Trotsky’s History of the Russian Revolution Part 2/2 in Arabic is now available on the Center for Socialist Studies website…
Part 1/2 is also available here…
Via Captured…
The photographs of Russian chemist and photographer, Sergei Mikhailovich Prokudin-Gorskii, show Russia on the eve of World War I and the coming of the revolution. From 1909-1912 and again in 1915, Prokudin-Gorskii traveled across the Russian Empire, documenting life, landscapes and the work of Russian people. His images were to be a photographic survey of the time. He traveled in a special train car transformed into a dark room to process his special process of creating color images, a technology that was in its infancy in the early 1900’s. Prokudin-Gorskii left Russia in 1918, after the Russian Revolution had destroyed the Empire he spent years documenting. To learn more about the Prokudin-Gorskii, the process he used to create the color photographs, and see his collection, you can visit the Library of Congress, who purchased his glass negatives in 1948 after his death in 1944.
For the first time online, Trotsky’s History of the Russian Revolution is now available in Arabic…
إتهامات للحكومة الروسية بالضلوع في سلسلة من أعمال الخطف والإغتيالات ضد نشطاء حقوق الإنسان الذين لعبوا دورا في فضح إنتهاكات الجيش الروسي بالشيشان..
The Kremlin’s rule is beginning to look much shakier than at any time since Vladimir Putin came to power, after a series of protests in cities across its vast landmass this weekend by Russians disgruntled about the economy. And as the country starts to feel the effects of the global credit crunch, there are also signs of a growing rift between Prime Minister Putin, and his hand-picked successor as President, Dmitry Medvedev…
Nearly every major city had a street rally, and though most were low key, the unusual scale of dissatisfaction is likely to worry the authorities. The Russian economy has been hit hard by falling oil prices, many oligarchs have seen billions of pounds wiped off the value of their shares, and ordinary Russians are feeling the pinch as factories struggle to stay afloat and companies lay off employees.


[ACTIVITY]: Starting with the line where "Give me the" appears, print every line through the end of the entries below exactly as it stands, and leave out the pictures.
============
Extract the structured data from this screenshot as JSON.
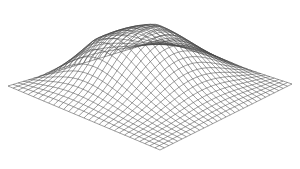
{
  "chart_data": {
    "type": "surface-wireframe",
    "title": "",
    "xlabel": "",
    "ylabel": "",
    "zlabel": "",
    "grid_resolution": [
      30,
      30
    ],
    "surface": "single smooth mound (hill), peak near back-center, ridge running toward the back-left, gentle falloff to front and right edges",
    "view": {
      "projection": "isometric-like",
      "corners_px": {
        "left": [
          8,
          86
        ],
        "back": [
          160,
          40
        ],
        "right": [
          292,
          84
        ],
        "front": [
          160,
          150
        ]
      },
      "max_height_px": 52
    },
    "peaks": [
      {
        "u": 0.38,
        "v": 0.42,
        "height": 1.0,
        "spread": 0.3
      },
      {
        "u": 0.22,
        "v": 0.62,
        "height": 0.45,
        "spread": 0.18
      }
    ],
    "line_color": "#4a4a4a",
    "background": "#ffffff",
    "axes": "none",
    "legend": "none"
  }
}
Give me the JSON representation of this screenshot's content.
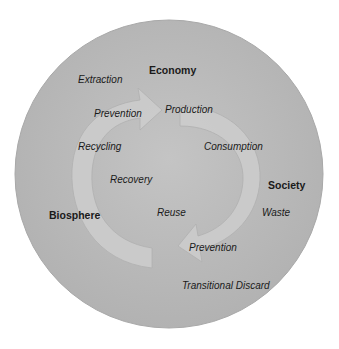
{
  "diagram": {
    "colors": {
      "circle_fill": "#bdbdbd",
      "circle_edge": "#a8a8a8",
      "arrow_fill": "#cfcfcf",
      "arrow_stroke": "#b3b3b3",
      "text": "#1a1a1a"
    },
    "domains": {
      "economy": "Economy",
      "society": "Society",
      "biosphere": "Biosphere"
    },
    "processes": {
      "extraction": "Extraction",
      "prevention_top": "Prevention",
      "production": "Production",
      "recycling": "Recycling",
      "consumption": "Consumption",
      "recovery": "Recovery",
      "reuse": "Reuse",
      "waste": "Waste",
      "prevention_bottom": "Prevention",
      "transitional_discard": "Transitional Discard"
    }
  }
}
============
[FINAL ANSWER]:
Give me the JSON representation of this screenshot's content.
{
  "diagram": {
    "colors": {
      "circle_fill": "#bdbdbd",
      "circle_edge": "#a8a8a8",
      "arrow_fill": "#cfcfcf",
      "arrow_stroke": "#b3b3b3",
      "text": "#1a1a1a"
    },
    "domains": {
      "economy": "Economy",
      "society": "Society",
      "biosphere": "Biosphere"
    },
    "processes": {
      "extraction": "Extraction",
      "prevention_top": "Prevention",
      "production": "Production",
      "recycling": "Recycling",
      "consumption": "Consumption",
      "recovery": "Recovery",
      "reuse": "Reuse",
      "waste": "Waste",
      "prevention_bottom": "Prevention",
      "transitional_discard": "Transitional Discard"
    }
  }
}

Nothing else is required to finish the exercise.